Back Calculation of Earthquake-Rotated Objects (EROs)
Klaus-G. Hinzen
Seismologists have long utilized descriptions of earthquake-rotated objects (EROs) to analyze strong earthquakes. Mallet documented several such objects after the 1857 Neapolitan earthquake. In archaeoseismology, the rotated objects themselves constitute a basis for hypothesizing earthquake ground motions as the driving mechanism for the rotations. However, in practice, usually very little is known about the causing mechanisms. Are rotational ground motions involved, or are pure translational motions with the suitable frequency content and phase relation between the three components sufficient to explain EROs?
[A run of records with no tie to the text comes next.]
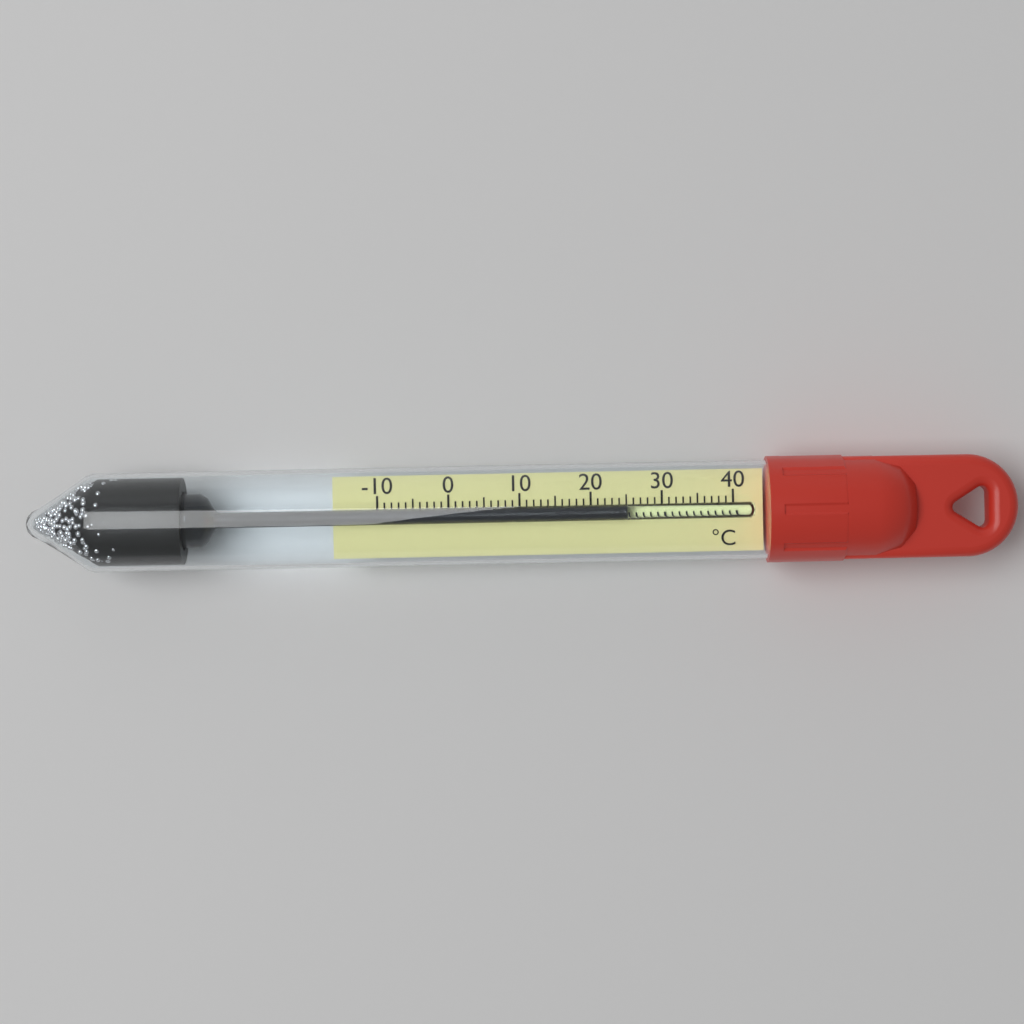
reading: 25 °C
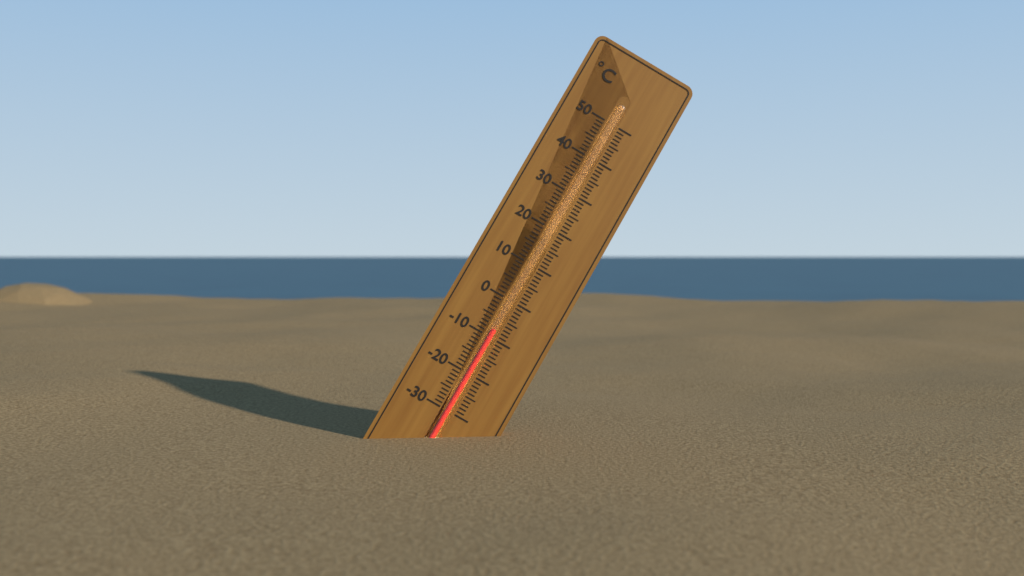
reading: -8 °C
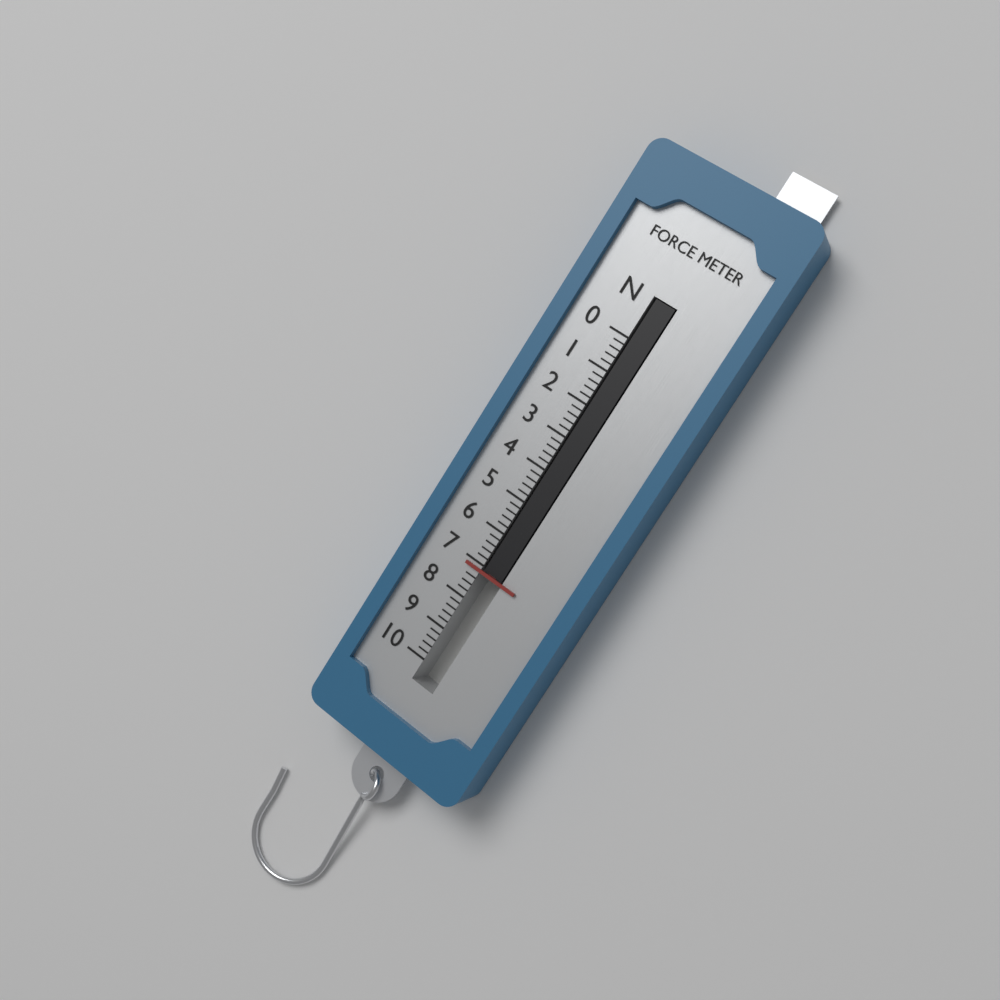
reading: 7.2 N
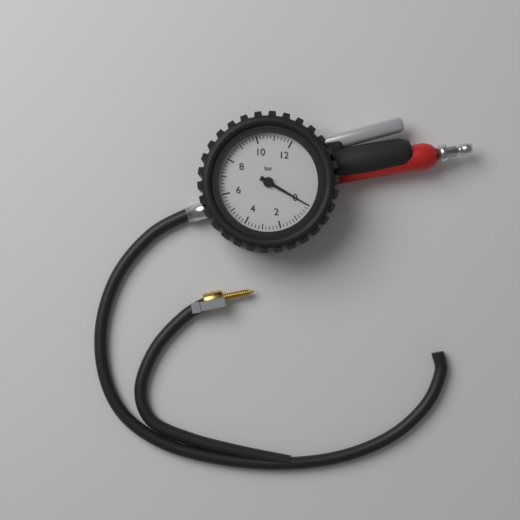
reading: 0.0 bar
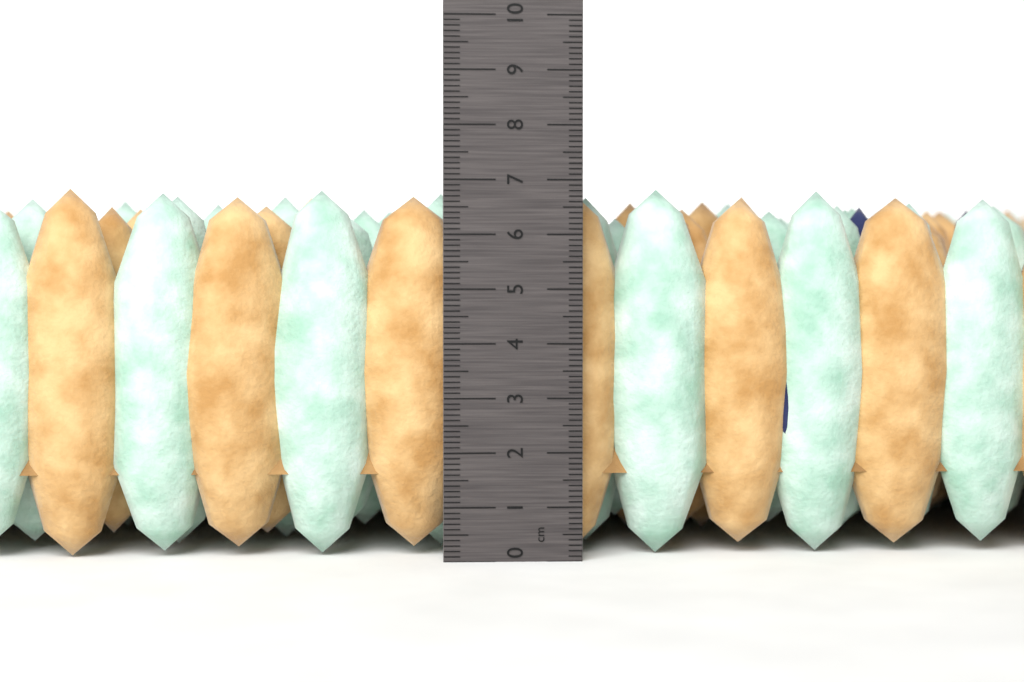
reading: 6.9 cm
Can observed rotations help to back calculate the ground motion parameters?
We use a 3D discrete element model of a simple rectangular block resting on a plane surface to study rotation-accompanied rocking. Single sinusoid and Morlet wavelets are used as ground motion input. The amplitude and phase relations between two rectangular horizontal components of the ground motion are systematically varied over a large parameter range, while the ground is fixed in the vertical direction. For a square block with 0.5 m width and 3.0 m height and a 1.0 Hz Morlet excitation function, a threshold of ground acceleration exists at 0.9 m/s2 below which no rotation is observed. Above this threshold, rocking of the block begins, and the block is progressively rotated up to 1.5 rad depending on the amplitude of the second component of ground motion. The rotational behavior using a single sinusoid is similar. Measured translational strong ground motion from the 2009 l’Aquila earthquake also leads to rotations of the test block around its vertical axis of up to 0.5 rad.
These initial simple numerical experiments show that a slender block can become an ERO without the additions of rotational components of ground motion: however, these effects still need to be calculated.